I won’t go through all the details, except to say that the ramifications of my first divorce, when I was 40, left me with nothing. I was 51 years old when child support finally ended – leaving me with a net worth of $0, no 401K, and no pension. The same was true when I got my second divorce at 55, we got divorced because I was sick of being poor with no hope of a decent retirement and my second wife wouldn’t get on board with doing what was necessary to build wealth. In the four years since (I am 59 now), I have built a net worth over 1/2 Million dollars; and I’m on track to hit $1M in the next three years.

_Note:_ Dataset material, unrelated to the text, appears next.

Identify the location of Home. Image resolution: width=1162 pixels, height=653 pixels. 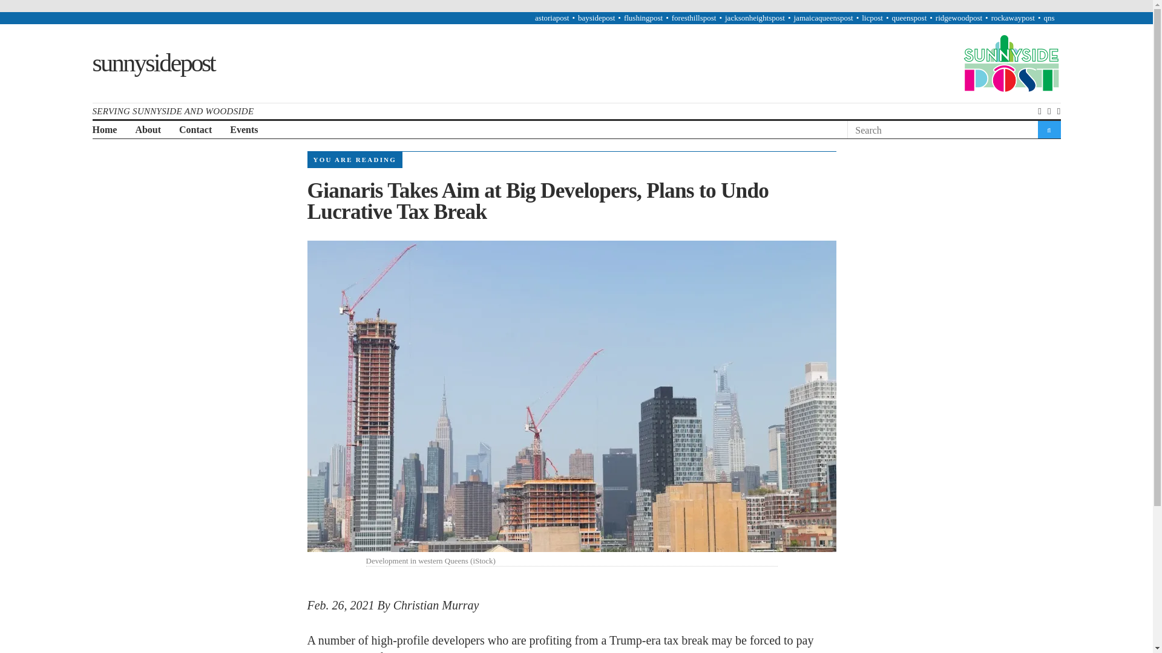
(104, 130).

It was only recently that I came across the book, The Millionaire Next Door, and Stanley’s latest book, Stop Acting Rich, to find that I was following Stanley’s advice all along without even knowing it. As I state in my upcoming book, which I will not shamelessly plug here, there are many ways to grow wealth – even if living paycheck to paycheck. If I can do after starting out with nothing at 55 years old, then anyone can do it. What it takes is action. The action of doing and hard choices like moving to areas with a lower cost of living, leaving a spouse because he/she won’t get with the program, finding ways to cut expenses and use the savings as capital, taking the time to cleverly invest that capital, garnering multiple streams of income, and converting from desire based purchasing to needs based purchasing (the beauty of non-ownership, as I say in my book) – even so, I want for nothing. Best of all, by not wasting my money on material possessions and not pouring it into the black hole of home ownership; if I lose my job tomorrow, then I have nothing to lose and enough cash to support myself for the next ten years. If I keep working, then I’m looking at one heck of a comfortable retirement. I can unequivocally state that Stanley’s advice is timeless and just as relevant today as when he wrote it.